In a new excerpt from her upcoming memoir, Unqualified, published on Wednesday by Cosmopolitan, the 40-year-old actress explains why Chris Pratt wasn't her "best friend," even when they were married. The two announced they were separating on Aug. 6, after eight years of marriage.
"I was once told that I didn’t need a tight group of girlfriends because Chris should be my best friend," she shares. "But I never bought that. The idea of your mate being your best friend -- it’s overhyped. I really believe that your partner serves one purpose and each friend serves another."
"There’s the friend you confess things to and the friend with whom you do the listening," she continues. "Or this is the person I talk to when I’m feeling lonely and sad, this is the person I talk to about work sh**, and this is the friend I’m still in touch with because we grew up together."
Faris says she was proud of calling herself a "guys' girl" in her 20s, but regrets her former attitude.
"I didn’t realize until later how lame I sounded, bragging as though having a lot of girlfriends was a bad thing," Faris writes. "Back then, I thought that having the approval of my stoner guy friends was of greater value than having the approval of beautiful blonde sorority girls, so I touted my male friends as if my association with them spoke to how cool I really was. I was selling my own gender down the river, and I wasn’t even getting any fulfillment from the relationships with those dudes."
"The truth of why I didn’t have girlfriends probably had nothing to do with my being a guys’ girl and everything to do with the fact that I was angry and jealous and unduly proud of the guys I was hanging out with," she adds.
Faris says she intitially stayed away from groups of girls because she was bullied growing up, describing herself as a "quiet" teenager. She recalls girls sneaking up on her and snapping her bra strap, and going to her locker one day and seeing that someone had written "f**k you, b**ch" on it.
"That’s why it took me longer than it should have to realize just how important female relationships are," she explains. "It takes vulnerability of spirit to open yourself up to other women in a way that isn’t competitive, and that’s especially hard in Hollywood, where competition is built into almost every interaction."

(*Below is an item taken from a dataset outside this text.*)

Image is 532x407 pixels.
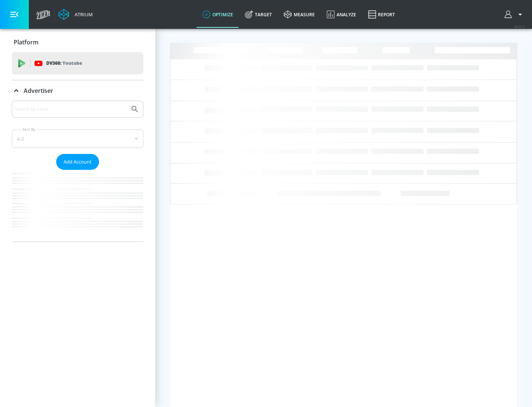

These days, Faris says she has a handful of strong female confidantes, including her Mom co-star, Allison Janney.
Faris' memoir is set to be released on Oct. 24, and on Tuesday's episode of her podcast, Anna Faris Is Unqualified, she admitted she was "scared" about its release. According to excerpts obtained by Entertainment Weekly last month, Unqualified features Faris marveling about her and Pratt's happier days, along with a foreword written by Pratt himself.
"I feel really, really nervous because it feels really intimate," Faris said about her book. "I’m excited and I … you know, when I first got the book deal I thought, 'Oh, what a great adventure.' Now that it's getting closer, I feel, in a sense, that I got to always hide behind characters, and now this is me and it feels a little scary."
Watch the video below for everything we know about Faris and Pratt's shocking split.